TikTok employees have raised questions about such incidents. In an internal report last July, one worker asked if there were rules for handling user data in Lark. Will Farrell, the interim security officer of TikTok’s U.S. Data Security, which will oversee U.S. user data as part of Project Texas, said, “No policy at time.”
A senior security engineer at TikTok also said last fall that there could be thousands of Lark groups mishandling user data. In a recording, which The Times obtained, the engineer said TikTok needed to move the data “out of China and run Lark out of Singapore.” TikTok has headquarters in Singapore and Los Angeles.
Mr. Haurek called the engineer’s comments “inaccurate” and said TikTok reviewed instances where Lark groups were potentially mishandling user data and took steps to address them. He said the company had a new process for handling sensitive content and had put new limits on the size of Lark groups.
TikTok’s privacy and security division has undergone reorganizations and departures in the past year, which some employees said had slowed down or sidelined privacy and security projects at a critical juncture.
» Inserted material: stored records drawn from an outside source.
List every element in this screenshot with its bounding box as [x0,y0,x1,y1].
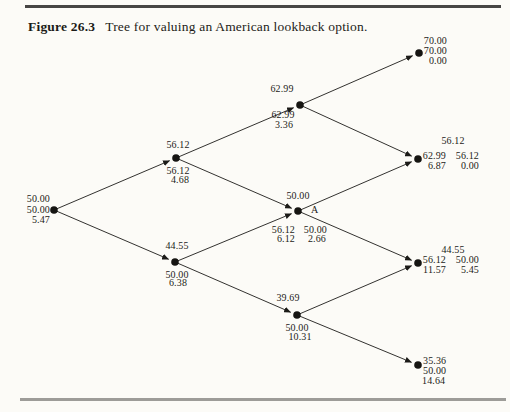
node-uu-value: 3.36 [275,120,293,130]
node-d [171,258,179,266]
node-u-stock: 56.12 [166,140,189,150]
node-dd-value: 10.31 [288,332,311,342]
node-uuu-value: 0.00 [401,56,447,66]
edge-uu-uuu [300,56,413,105]
node-ud-value2: 2.66 [296,234,326,244]
tree-edges [54,56,413,363]
node-uu [296,101,304,109]
node-udd-value1: 11.57 [416,265,446,275]
node-d-stock: 44.55 [165,241,188,251]
node-root-stock: 50.00 [4,194,50,204]
edge-dd-ddd [297,315,412,362]
node-u [172,154,180,162]
edge-root-u [54,161,170,210]
node-uud-max2: 56.12 [449,151,479,161]
node-ddd [414,361,422,369]
edge-uu-uud [300,105,412,156]
node-dd-stock: 39.69 [276,293,299,303]
node-root [50,206,58,214]
node-uud-value2: 0.00 [449,161,479,171]
node-root-value: 5.47 [4,215,50,225]
edge-root-d [54,210,169,259]
node-ddd-max: 50.00 [423,366,446,376]
edge-u-ud [176,158,292,208]
node-udd-stock: 44.55 [441,245,464,255]
edge-d-dd [175,262,291,312]
figure-page: Figure 26.3Tree for valuing an American … [0,0,510,412]
node-udd-max2: 50.00 [449,255,479,265]
node-udd-value2: 5.45 [449,265,479,275]
node-uud-stock: 56.12 [441,136,464,146]
node-root-max: 50.00 [4,205,50,215]
edge-dd-udd [297,266,412,315]
node-uu-stock: 62.99 [270,84,293,94]
node-ud-stock: 50.00 [286,191,309,201]
node-u-value: 4.68 [171,175,189,185]
node-udd-max1: 56.12 [416,255,446,265]
node-ddd-value: 14.64 [422,376,445,386]
node-d-value: 6.38 [169,278,187,288]
bottom-rule [20,398,506,401]
node-ddd-stock: 35.36 [423,356,446,366]
node-uud-max1: 62.99 [416,151,446,161]
tree-nodes [50,49,423,369]
node-ud-value1: 6.12 [265,234,295,244]
node-ud [294,207,302,215]
node-uud-value1: 6.87 [416,161,446,171]
node-dd [293,311,301,319]
node-ud-marker: A [311,205,318,215]
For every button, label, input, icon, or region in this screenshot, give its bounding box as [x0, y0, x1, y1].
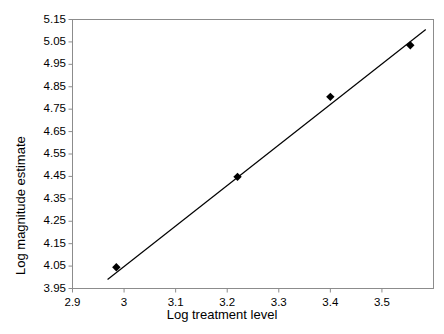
chart-container: 3.954.054.154.254.354.454.554.654.754.85… — [0, 0, 444, 334]
y-axis-title: Log magnitude estimate — [14, 136, 27, 275]
y-tick-label: 5.05 — [18, 36, 66, 48]
y-tick-label: 4.75 — [18, 103, 66, 115]
axes-frame — [73, 20, 434, 289]
y-tick-label: 4.85 — [18, 81, 66, 93]
x-tick-label: 2.9 — [65, 297, 81, 309]
y-tick-label: 3.95 — [18, 283, 66, 295]
plot-frame — [73, 20, 434, 289]
x-tick-label: 3.4 — [322, 297, 338, 309]
y-tick-label: 4.95 — [18, 59, 66, 71]
data-point-marker — [326, 93, 334, 101]
y-axis-ticks — [69, 20, 73, 289]
fitted-line — [108, 30, 426, 280]
x-tick-label: 3.5 — [374, 297, 390, 309]
data-points — [112, 41, 414, 271]
data-point-marker — [406, 41, 414, 49]
trend-line — [108, 30, 426, 280]
plot-area — [0, 0, 444, 334]
x-axis-ticks — [73, 289, 382, 293]
x-tick-label: 3 — [121, 297, 127, 309]
x-axis-title: Log treatment level — [0, 308, 444, 321]
y-tick-label: 5.15 — [18, 14, 66, 26]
Roland Cloutier, a cybersecurity expert and U.S. Air Force veteran, stepped down last year as the head of TikTok’s global security organization, and a portion of his unit was placed on a privacy-focused team led by Yujun Chen, known to colleagues as Woody, a China-based executive who has worked at ByteDance for years, three current and former employees said. Mr. Chen previously focused on software quality assurance.
Mr. Haurek said that Mr. Chen had “deep technical, data and product engineering expertise” and that his team reported to an executive in California. He said that TikTok had multiple teams working on privacy and security, including more than 1,500 workers on its U.S. Data Security team, and that it had spent more than $1.5 billion to carry out Project Texas.
ByteDance and TikTok have not said when Project Texas will be complete. When it is, TikTok said, communications involving U.S. user data will take place on a separate “internal collaboration tool.”
Aaron Krolik contributed reporting. Alain Delaquérière contributed research.